There are several herbal preparations that have been purported to improve chronic abdominal pain. A multicenter placebo controlled trial of STW 5 (iberogast), an herbal compound with a mechanism of action that is not yet clearly understood, showed improvement of adult FD symptoms [172, 173]. An open label trial of iberogast also showed beneficial effects in pediatric patients with FAPDs [174]. Peppermint oil seems to affect various mechanisms involved with the pathophysiology of IBS. Two studies on adult volunteers have investigated the gastric sensorimotor aspects of peppermint oil. Papathanasopoulos et al. found that peppermint oil reduces intragastric pressure and proximal phasic contractility without affecting gastric tone, accommodation, visceral sensitivity, epigastric pain, or early satiety [175] while Inamori et al. found that peppermint oil enhances gastric emptying [176]. Studies in adults and children with IBS have shown a beneficial effect of peppermint oil on IBS symptoms [177]. Nigella sativa (black cumin) seed oil mixed with honey, added to standard treatment with famotidine, showed reduction of FD symptoms in an 8 week randomized controlled trial in adults [178]. Similarly, Pimpinella anisum (anise) supplementation reduced pain in adults with FD compared to controls [179]. Rikkunshito, a Japanese herbal preparation, was studied in a multicenter randomized clinical trial of FD adults and was shown to improve pain, accelerate gastric emptying, and improve accommodation possibly through serotonergic or ghrelin mediated pathways [180]. Although ginger is used to treat nausea and enhances gastric emptying, it did not improve symptoms in an adult FD trial [181]. Various phytotherapy compounds and plant extracts such as curcumin [182] have been used with different degrees of efficacy and evidence.

Complementary Therapy

Therapies aimed at modifying psychosocial stress, catastrophizing behavior, and anxiety indirectly target visceral hypersensitivity and electromechanical dysfunction given the cross-talk between the gut, brain, and the environment. Importantly these therapies may be more effective in conjunction with medical therapy rather than in isolation [183]. Although sometimes difficult for patients and medical providers to access due to local absence of therapists or financial constraints, complementary therapies should be considered whenever possible. Over the last few years there have been several studies of gut directed hypnotherapy [184, 185] and cognitive behavioral therapy [186, 187] showing beneficial effect in children with FAPDs. Other complementary therapies with potential beneficial effects in the treatment of children with FAPDs are biofeedback assisted relaxation therapy [183], yoga [188], and acupuncture [189].

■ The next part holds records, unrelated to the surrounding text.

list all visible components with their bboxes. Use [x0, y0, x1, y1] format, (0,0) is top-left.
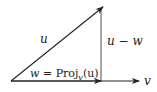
label-proj: Proj: [56, 67, 79, 80]
label-proj-arg: (u): [83, 67, 99, 80]
label-v: v: [144, 74, 151, 88]
projection-diagram: u u − w v w = Projv(u): [0, 0, 157, 92]
label-u-minus-w: u − w: [107, 34, 143, 48]
label-w-eq: w =: [30, 67, 56, 80]
label-u: u: [40, 32, 48, 46]
label-w-projection: w = Projv(u): [30, 67, 99, 82]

Prognosis and Future Directions

The results of studies assessing prognosis show mixed results. A study on children with FD demonstrated significant improvement in 70 % of patients at 2 years [190], while another study showed that most patients with FAPDs improve within 12 months of presentation [191]. However, another study followed a group of children (8–16 years) evaluated for dyspepsia and 5–15 years later found more chronic dyspeptic symptoms, higher frequency of anxiety disorder, and reduced quality of life compared to controls [192]. Novel pharmacologic and nonpharmacologic therapies continue to be investigated for the treatment of dyspepsia. Ongoing efforts are needed to identify most effective treatment options and determine how best to personalize these options to individual patients. Evidence-based care strategies tailored to the needs of the individual may help optimize results by minimizing symptom severity and duration and reducing adverse medication effects. The consistent use of clinically meaningful patient-reported outcome measures across studies of FAPDs will enhance research by allowing comparisons of therapeutic trials using different interventions [193, 194].